A $20 Drug Company Meal Yields 2-5 Times More Prescriptions Save
Accepting a single pharmaceutical industry-sponsored meal was associated with higher rates of prescribing certain drugs to Medicare patients by physicians, with more, and costlier, meals associated with greater increases in prescribing, according to an article published online by JAMA Internal Medicine.
Some argue industry-sponsored meals and payments help facilitate the discussion of novel treatments but others have raised concerns about the potential to influence prescribing patterns. Previous studies have suggested physician-industry relationships were associated with increased prescribing of brand-name drugs.
R. Adams Dudley, M.D., M.B.A., of the University of California, San Francisco, and coauthors linked two national data sets to quantify the association between industry payments and physician prescribing patterns.
Authors identified the most-prescribed brand-name drugs in each of four categories in Medicare Part D in 2013. The target drugs were rosuvastatin calcium among statins, nebivolol among cardioselective β-blockers, olmesartan medoxomil among angiotensin receptor blockers (ACE inhibitors and ARBs), and desvenlafaxine succinate among selective serotonin and serotonin-norepinephrine reuptake inhibitors (SSRIs and SNRIs). The 2013 Open Payments database describes the value and the drug or device promoted for payments to physicians for five months in 2013 as reported by pharmaceutical companies.
Authors report 279,669 physicians received 63,524 payments associated with the four target drugs, with 95 percent of those payments being meals that had an average value of less than $20. Rosuvastatin accounted for 8.8 percent of statin prescriptions; nebivolol represented 3.3 percent of cardioselective β-blocker prescriptions; olmesartan represented 1.6 percent of ACE inhibitor and ARB prescriptions; and desvenlafaxine represented 0.6 percent of SSRI and SNRI prescriptions.
Physicians who received meals related to the targeted drugs on four or more days prescribed rosuvastatin at 1.8 times the rate of physicians receiving no target meals, nebivolol at 5.4 times the rate, olmesartan at 4.5 times the rate, and desvenlafaxine at 3.4 times the rate, according to the results.
Physicians who received only a single meal promoting the four target drugs also had higher rates of prescribing those medications, the results suggest. Additional meals and costlier meals were associated with higher prescribing rates.
Higher proportions of the physicians who received industry payments were men, solo practitioners, and physicians who practiced in the South, the authors report.
The authors note their results are cross-sectional and reflect an association, not a cause-and-effect relationship. For example, if physicians choose to attend industry events where information is provided about drugs they already prefer then meals may have no effect on their prescribing patterns.
“Our findings support the importance of ongoing transparency efforts in the United States and Europe,” the study concludes.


## Description of the task
Give the number of lines in the records below that include "axis". Reply with that number alone.

## Exercise input
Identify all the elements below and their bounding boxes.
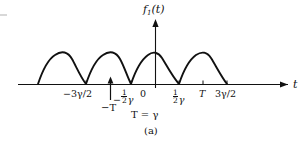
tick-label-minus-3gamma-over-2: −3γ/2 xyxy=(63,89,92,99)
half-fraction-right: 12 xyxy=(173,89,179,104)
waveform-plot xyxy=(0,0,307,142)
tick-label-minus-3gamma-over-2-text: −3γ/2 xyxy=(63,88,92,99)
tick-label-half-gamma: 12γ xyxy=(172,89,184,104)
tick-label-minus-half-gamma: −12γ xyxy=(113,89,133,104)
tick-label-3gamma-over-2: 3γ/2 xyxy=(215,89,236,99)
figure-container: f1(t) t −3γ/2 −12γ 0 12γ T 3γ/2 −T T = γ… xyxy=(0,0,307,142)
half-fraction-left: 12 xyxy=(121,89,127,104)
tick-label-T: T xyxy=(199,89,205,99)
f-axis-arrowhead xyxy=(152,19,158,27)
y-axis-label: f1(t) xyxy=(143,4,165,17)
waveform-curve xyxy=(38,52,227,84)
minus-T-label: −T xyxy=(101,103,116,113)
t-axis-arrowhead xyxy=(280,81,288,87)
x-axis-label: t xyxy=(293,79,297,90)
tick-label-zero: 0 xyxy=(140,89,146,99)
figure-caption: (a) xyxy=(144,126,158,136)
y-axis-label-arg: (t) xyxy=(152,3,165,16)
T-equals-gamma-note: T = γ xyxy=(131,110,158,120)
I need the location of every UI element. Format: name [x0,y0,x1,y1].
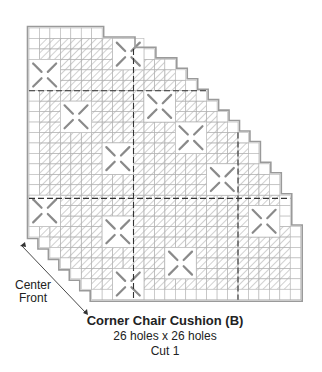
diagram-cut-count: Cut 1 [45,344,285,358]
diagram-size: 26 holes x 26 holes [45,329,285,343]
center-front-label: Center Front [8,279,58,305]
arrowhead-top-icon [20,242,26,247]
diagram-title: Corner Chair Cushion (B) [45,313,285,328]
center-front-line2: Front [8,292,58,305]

==

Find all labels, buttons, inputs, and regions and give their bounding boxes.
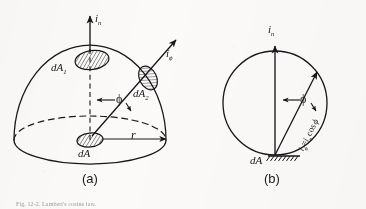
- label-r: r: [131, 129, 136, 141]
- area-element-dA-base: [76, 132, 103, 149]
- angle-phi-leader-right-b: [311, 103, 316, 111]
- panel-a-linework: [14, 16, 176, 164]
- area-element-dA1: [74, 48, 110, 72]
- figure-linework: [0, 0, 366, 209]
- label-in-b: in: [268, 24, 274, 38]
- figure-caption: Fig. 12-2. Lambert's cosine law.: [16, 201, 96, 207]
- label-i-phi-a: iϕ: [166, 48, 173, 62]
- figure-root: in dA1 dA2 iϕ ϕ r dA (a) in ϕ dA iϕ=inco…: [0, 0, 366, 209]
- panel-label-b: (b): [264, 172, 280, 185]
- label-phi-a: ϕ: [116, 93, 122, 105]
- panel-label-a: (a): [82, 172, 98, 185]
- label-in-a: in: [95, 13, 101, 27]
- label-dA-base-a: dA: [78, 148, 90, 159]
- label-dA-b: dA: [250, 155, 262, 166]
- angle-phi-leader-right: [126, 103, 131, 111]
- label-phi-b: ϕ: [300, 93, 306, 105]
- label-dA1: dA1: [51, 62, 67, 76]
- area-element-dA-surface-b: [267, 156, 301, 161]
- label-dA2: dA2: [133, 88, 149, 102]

## Result of this task
5